The ionization energy was about 9.31752 electronvolts. The electron affinity is about 2.41579 electronvolts. Together, those two numbers form a complete picture of how the heavy, rare element interacts with electrons. (The full practical implications of those numbers will take years to be understood, but precisely determining them is a major hurdle overcome.)

Related: Nature's tiniest particles (infographic)

ISOLDE trumpeted the result as confirmation of theoretical modeling work that had been going on at the same time in the lab. The immediate consequence of this result could be for cancer research, ISOLDE said. Astatine-211 releases alpha particles as it decays, radioactive barbs made up of protons and neutrons that can kill cancer cells. But determining how to use radioactive astatine salts in cancer therapies demands a deep understanding of how the element creates negative ions. As astatine snags electrons from molecules in healthy cells in the body, it turns them into negative ions, which can harm healthy cells. Researchers need a precise understanding of that process to deliver the best therapies.

Eventually, ISOLDE said, their techniques could unlock the mystery of the super-heavies — elements that exist only briefly in laboratories in tiny quantities with properties that scientists barely understand at all.

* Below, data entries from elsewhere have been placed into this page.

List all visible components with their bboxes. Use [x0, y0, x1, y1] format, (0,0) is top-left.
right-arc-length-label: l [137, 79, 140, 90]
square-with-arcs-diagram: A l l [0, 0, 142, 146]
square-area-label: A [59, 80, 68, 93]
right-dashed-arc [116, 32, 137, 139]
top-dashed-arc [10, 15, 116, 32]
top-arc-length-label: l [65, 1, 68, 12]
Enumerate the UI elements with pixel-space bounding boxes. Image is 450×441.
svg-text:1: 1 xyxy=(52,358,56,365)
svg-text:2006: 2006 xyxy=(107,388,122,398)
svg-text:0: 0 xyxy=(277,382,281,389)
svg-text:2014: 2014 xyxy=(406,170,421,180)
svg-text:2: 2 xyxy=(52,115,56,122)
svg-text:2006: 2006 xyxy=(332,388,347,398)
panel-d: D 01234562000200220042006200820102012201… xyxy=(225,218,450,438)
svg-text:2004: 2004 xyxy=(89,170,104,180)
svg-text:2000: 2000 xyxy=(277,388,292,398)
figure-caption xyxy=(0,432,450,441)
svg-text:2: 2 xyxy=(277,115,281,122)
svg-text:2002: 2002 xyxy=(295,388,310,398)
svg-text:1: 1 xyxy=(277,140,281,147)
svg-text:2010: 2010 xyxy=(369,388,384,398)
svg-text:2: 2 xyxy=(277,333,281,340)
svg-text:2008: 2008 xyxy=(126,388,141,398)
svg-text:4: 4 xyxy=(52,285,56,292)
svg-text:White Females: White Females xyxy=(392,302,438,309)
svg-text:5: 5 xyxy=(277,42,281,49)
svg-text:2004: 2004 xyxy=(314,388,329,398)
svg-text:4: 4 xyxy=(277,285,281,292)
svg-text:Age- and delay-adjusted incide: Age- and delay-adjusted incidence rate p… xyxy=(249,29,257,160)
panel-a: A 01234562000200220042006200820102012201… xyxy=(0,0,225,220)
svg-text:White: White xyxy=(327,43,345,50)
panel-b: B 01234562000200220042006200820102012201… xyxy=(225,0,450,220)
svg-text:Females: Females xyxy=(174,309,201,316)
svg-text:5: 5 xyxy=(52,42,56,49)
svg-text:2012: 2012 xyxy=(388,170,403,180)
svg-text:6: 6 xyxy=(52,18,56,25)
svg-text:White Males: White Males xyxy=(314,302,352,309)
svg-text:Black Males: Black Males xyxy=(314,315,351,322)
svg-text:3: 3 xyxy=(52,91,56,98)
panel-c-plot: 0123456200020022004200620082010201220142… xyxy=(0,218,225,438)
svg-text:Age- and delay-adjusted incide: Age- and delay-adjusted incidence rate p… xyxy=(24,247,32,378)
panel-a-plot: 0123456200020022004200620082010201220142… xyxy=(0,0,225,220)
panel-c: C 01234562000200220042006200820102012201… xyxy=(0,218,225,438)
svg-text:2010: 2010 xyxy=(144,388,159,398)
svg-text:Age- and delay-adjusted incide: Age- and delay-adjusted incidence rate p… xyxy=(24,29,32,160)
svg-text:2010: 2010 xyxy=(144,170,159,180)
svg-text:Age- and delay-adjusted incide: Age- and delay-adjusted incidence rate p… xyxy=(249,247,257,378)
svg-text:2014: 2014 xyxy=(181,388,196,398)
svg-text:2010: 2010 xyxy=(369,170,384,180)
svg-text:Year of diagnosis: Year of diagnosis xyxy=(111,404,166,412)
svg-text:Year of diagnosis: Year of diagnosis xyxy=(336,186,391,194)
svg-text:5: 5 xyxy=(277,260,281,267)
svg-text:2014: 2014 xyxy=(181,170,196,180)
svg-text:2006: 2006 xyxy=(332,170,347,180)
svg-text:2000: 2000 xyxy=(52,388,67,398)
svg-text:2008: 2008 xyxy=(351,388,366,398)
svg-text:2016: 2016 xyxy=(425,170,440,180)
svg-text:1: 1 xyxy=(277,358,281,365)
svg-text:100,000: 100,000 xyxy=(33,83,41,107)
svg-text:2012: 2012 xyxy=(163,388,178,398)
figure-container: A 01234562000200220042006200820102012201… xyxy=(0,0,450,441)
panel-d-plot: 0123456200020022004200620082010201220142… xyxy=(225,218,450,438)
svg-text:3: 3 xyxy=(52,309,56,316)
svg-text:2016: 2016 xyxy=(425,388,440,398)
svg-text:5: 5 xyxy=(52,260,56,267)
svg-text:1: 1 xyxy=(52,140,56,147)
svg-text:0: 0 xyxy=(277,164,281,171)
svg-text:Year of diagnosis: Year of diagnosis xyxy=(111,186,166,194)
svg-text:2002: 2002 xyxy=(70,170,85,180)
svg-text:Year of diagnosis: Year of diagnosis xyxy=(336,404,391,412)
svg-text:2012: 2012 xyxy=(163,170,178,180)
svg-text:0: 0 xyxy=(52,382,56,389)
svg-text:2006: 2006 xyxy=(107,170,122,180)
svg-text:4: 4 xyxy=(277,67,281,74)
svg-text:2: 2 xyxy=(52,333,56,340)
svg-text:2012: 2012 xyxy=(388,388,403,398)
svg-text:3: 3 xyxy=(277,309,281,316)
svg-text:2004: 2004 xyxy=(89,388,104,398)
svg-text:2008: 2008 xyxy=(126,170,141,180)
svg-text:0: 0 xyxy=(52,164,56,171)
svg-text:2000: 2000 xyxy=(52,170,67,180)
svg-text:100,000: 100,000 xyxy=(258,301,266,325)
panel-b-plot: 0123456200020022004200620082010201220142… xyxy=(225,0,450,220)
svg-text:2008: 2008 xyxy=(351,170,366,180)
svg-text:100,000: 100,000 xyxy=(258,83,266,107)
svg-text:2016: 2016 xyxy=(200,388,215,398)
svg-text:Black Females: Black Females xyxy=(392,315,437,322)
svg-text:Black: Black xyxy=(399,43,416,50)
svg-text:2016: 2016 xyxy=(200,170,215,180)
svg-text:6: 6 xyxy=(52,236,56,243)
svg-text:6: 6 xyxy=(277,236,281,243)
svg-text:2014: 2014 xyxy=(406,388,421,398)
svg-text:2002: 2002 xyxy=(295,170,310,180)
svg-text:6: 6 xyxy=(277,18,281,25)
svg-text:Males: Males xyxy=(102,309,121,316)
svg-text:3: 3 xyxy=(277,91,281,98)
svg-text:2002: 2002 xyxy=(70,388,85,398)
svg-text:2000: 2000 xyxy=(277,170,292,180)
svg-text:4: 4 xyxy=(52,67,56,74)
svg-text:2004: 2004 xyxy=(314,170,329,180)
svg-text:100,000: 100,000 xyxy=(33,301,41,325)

Originally published on Live Science.

Rafi Letzter
Staff Writer
Rafi joined Live Science in 2017. He has a bachelor's degree in journalism from Northwestern University’s Medill School of journalism. You can find his past science reporting at Inverse, Business Insider and Popular Science, and his past photojournalism on the Flash90 wire service and in the pages of The Courier Post of southern New Jersey.